When discussing SDS, one has to separate the founders and what they wrote from the SDS that developed in the late 1960s. Most of the founders either stood aside from what happened later or became involved in other related activity. By the late 1960s, there were two SDSs: one was the leadership and their competing factions; the other was the rank and file, which was not kind of rank and file that is linked to leadership—they were an entirely different group as Peter Buch and I learned long before books were written that also pointed this out.
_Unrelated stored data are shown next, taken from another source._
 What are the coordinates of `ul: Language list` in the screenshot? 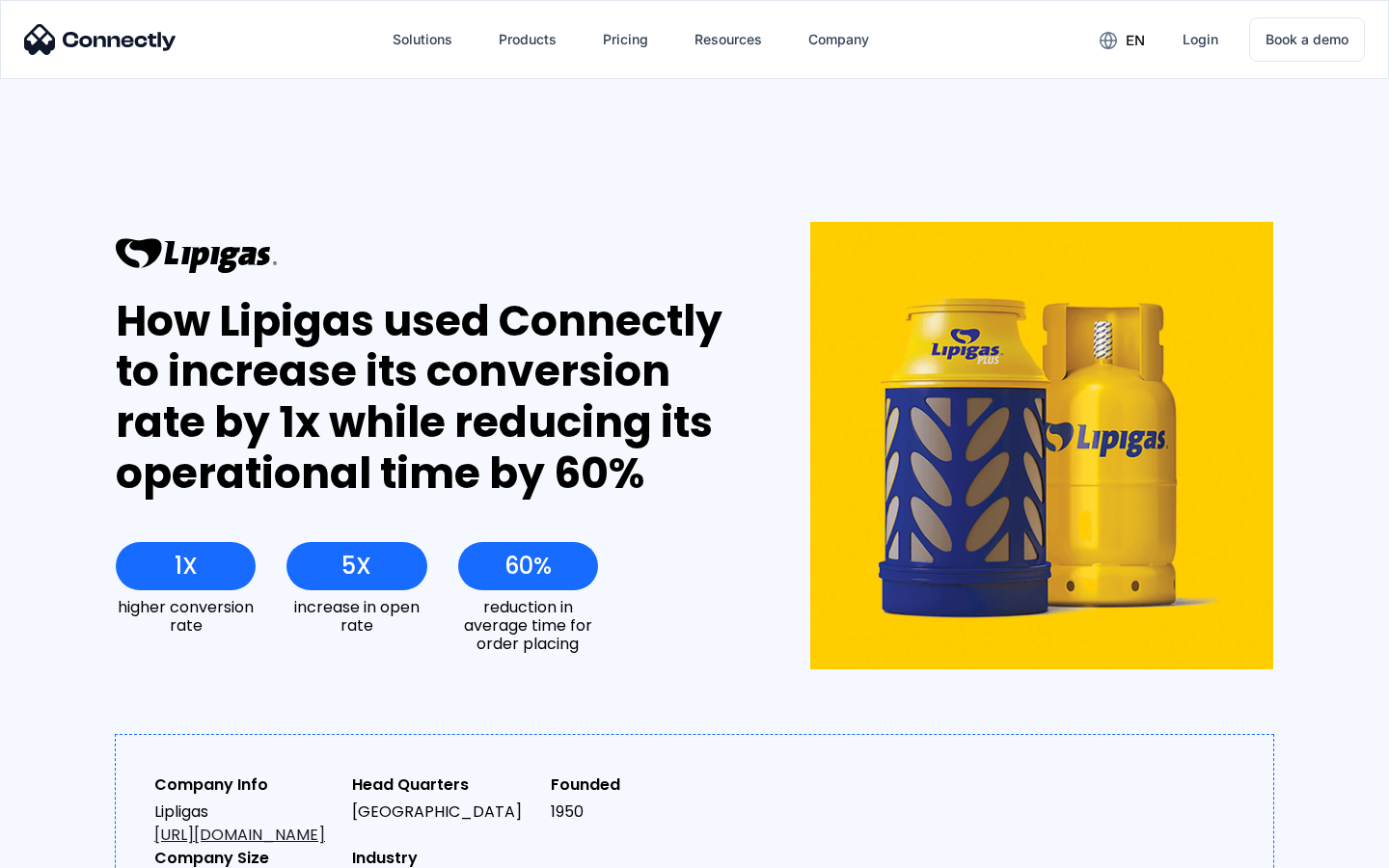 It's located at (77, 847). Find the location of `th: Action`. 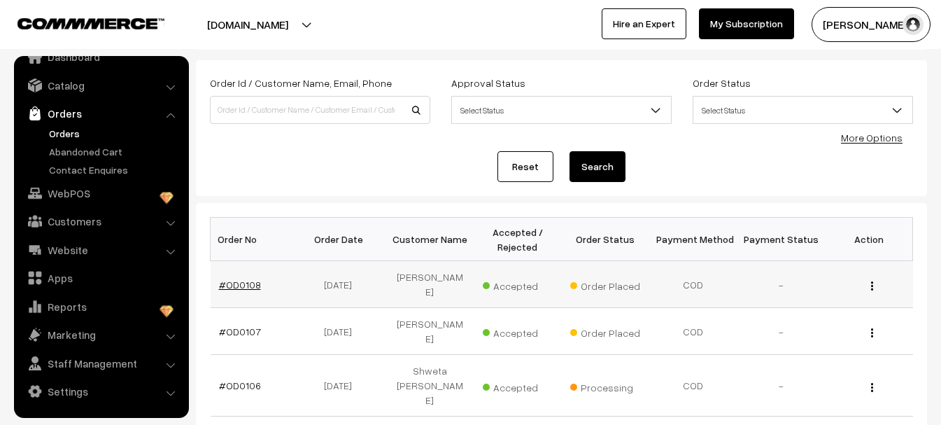

th: Action is located at coordinates (869, 239).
The general statements of the early SDS had no connection to their actual practice. For several years, they were a minor force on the campus, despite one of the best named organizations ever. SDS took off after the Berkeley Free Speech Movement, which expressed in action some of their ideology, and the 1965 Vietnam March in Washington, D.C. As students began to identify with action, they formed their own chapters, but with practically no connection with their national office. The experience that Peter Buch and I had with the students at Smith College is completely consistent with SDS's collapse.

Peter Buch was a Socialist Workers Party candidate for congress in New York City in the 1968 election. I was working on the national campaign staff for Halstead and Boutelle. Peter and I were sent on a speaking tour to meet some campus contacts from the election campaign. Included were Yale, Smith College, Goddard and one or two others. Later we made another tour in the South, where Peter spoke at LSU, Southern University and others whose names escape me.

The meeting that I remember best was at Smith College, where Peter was sponsored by the local SDS chapter. For these young people, those who ran for office outside of the two-party system, in particular outside the Democratic Party, was in the category of space aliens. They hadn't heard that SDS was a radical organization. The rank-and- file of the estimated 50,000 members nationwide probably joined because they thought that it was a very active open student empowerment organization. Those who have written that it was an extreme left organization have substituted the fight within the leadership for the real politics of the members, which were not that different from young Democrats except for their desire for some sort of action outside the electoral arena.

Of course, there were chapters that started out and maintained their militancy, having only light association with the former leadership. And one might consider them also part of SDS. But the overwhelming majority of the thousands that swelled their ranks before it broke apart continued on the liberal Democrat trajectory that they had started with.

It was no surprise to most of the SWP that the fight between the Weatherpeople and the two RYMs did not involve the membership. The rank and file membership had no idea what it was about. They walked away once Kennedy was shot, McCarthy lost, and Humphrey became the candidate.

One final point for Phil. I don't believe that there was summing up over the decision not to get involved in SDS. However, there was a general agreement that had we joined in, what happened to SDS would not only not have helped us, it would have set us back. The donnybrook that took place would simply have put us in the mix with PL and the Weatherpeople. Lots of pain and no gain.